If there is a hierarchy of emotions that make you aware of your place in the world, I believe awesome outranks beauty, outranks even grief, because it contains both, and everything.
My friend B.’s favorite word was awesome. I used to tease her about it. But this summer I realised that it was probably because she was a mountaineer. She saw the elements of her world as awesome. She had an awesome perspective.
Now, when I think about the little bits of deformed plastic my mother brought home, I see their awesome quality. They were worthless in the context of the factory’s purpose, but slipped from her pocket, into my hand, something changed. Something changes again, when I considered the whole of the grief and the love and the struggles my mother must have been experiencing then.
And it changes again, now, seen in the context of what came after, after all the years that followed.
Forgiveness is so much easier when you embrace the awesomeness of the world.
I’m ready to return to the manuscript now. To the wasps and the memories. I won’t be ready to publish on the timetable I had laid out, but I will get there eventually. No shortcuts. This also means no villains, no heroes, no lessons.
It is What it Is. And hopefully, it’s all a bit awesome.

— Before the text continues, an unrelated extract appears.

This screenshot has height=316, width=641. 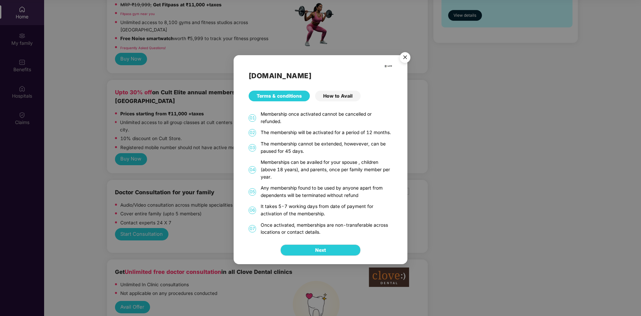 What do you see at coordinates (279, 96) in the screenshot?
I see `div: Terms & conditions` at bounding box center [279, 96].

Thank you for taking the time to read/listen to my process journal! I’ll be back on Wednesday, now that the autumn term is revving up, with a poem.
Until then, have awesome days!
Warmly,
Ren Powell’s Acts of a Recovering Drama Queen
Writing against Melodrama by Engaging with the Natural World
Give some love. It only takes a little ❤️.
I’ve been meaning to mention that last month I discovered a wasp’s nest inside a compost box. I got a “warning” bite on my ankle as part of the discovery. Instinctively, I looked for ways to be rid of this incursion, and the suggestions were from both sides of the spectrum, let live? Or not? Eventually, I just let bygone bites be bygones and now they are gone who knows where? Since starting to read your musings, I associate wasps with you and it’s a good thing. An inclusive bent. I’m also one for saving good ideas that I could l put to some use later on. Not sure why, but instinctively I clipped:
“This is where words break down, and context and nuance are so personal that attempts to communicate break down, exposing how everything is metaphor, and how alone we really are with our experiences.”
I like this. Mountains are inscrutable and yet can be hospitable - if you take the time to know them.